I’ve recently upgraded my gear and got an Axe-Fx III, which operates at a fixed 48 kHz sample rate. When I open older projects that were recorded at 44.1 kHz, the project’s pitch and playback speed change.
At the moment, the only way to deal with this is to convert all audio files to 48 kHz, which is a destructive process. It also does not always work properly, since frozen tracks are not affected by the conversion, leaving the project with mismatched pitch and timing across tracks.
Adding a real-time audio resampling feature, similar to what WaveLab offers, would be extremely helpful. It would save a significant amount of time, and more importantly, would preserve the original project files without forcing destructive conversions.

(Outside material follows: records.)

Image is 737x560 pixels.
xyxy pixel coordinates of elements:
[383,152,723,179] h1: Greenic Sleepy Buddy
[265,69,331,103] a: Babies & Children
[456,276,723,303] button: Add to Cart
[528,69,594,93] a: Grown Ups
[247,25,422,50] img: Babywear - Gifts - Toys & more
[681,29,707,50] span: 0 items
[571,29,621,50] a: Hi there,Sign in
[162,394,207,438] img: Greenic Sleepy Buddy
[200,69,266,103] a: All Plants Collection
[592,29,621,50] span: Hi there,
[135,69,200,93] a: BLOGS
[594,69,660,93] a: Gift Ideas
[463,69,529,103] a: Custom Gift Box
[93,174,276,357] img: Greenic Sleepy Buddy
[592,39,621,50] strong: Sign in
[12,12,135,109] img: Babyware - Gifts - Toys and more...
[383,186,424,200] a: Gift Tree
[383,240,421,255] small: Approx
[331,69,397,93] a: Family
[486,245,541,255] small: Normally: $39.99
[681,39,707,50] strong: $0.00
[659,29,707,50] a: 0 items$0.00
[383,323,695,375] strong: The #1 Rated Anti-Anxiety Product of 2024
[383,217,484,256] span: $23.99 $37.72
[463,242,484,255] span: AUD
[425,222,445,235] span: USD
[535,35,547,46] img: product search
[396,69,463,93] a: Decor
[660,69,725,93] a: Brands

So if I understand you correctly, the Axe-FX acts as your audio interface but only supports 48kHz? If that is really the case, to be honest I would direct a feature request to the Axe-FX vendor to support 44.1k. Even some cheap sub $100 USB audio interface nowadays support everything from 44.1 to 96, often even up to 192Khz…
At the same time, many DAWs already support real-time resampling. Regardless of the Axe-Fx III, if you decide to change a project’s sample rate for any reason, the same issue still applies. Even when the audio interface supports multiple sample rates, you are forced to destructively resample all audio files to preserve correct pitch and speed.
Also, asking Fractal Audio to change this is not as simple as a software update, since the sample rate is a hardware-level design choice. Thus, it makes more sense to ask Steinberg to implement this, where it can be solved via a software update, unlike the Axe-Fx.
Many guitar modellers are fixed at 48 kHz, including the Quad Cortex, which is currently one of the most popular modellers on the market. A large number of guitarists use their modellers as their audio interface for convenience and cost reasons.
So this is not really an Axe-Fx-specific problem. It’s a general workflow limitation that a real-time resampling feature would solve regardless of the interface being used. Otherwise, there would be no reason for tools like WaveLab to offer real-time sample rate conversion in the first place.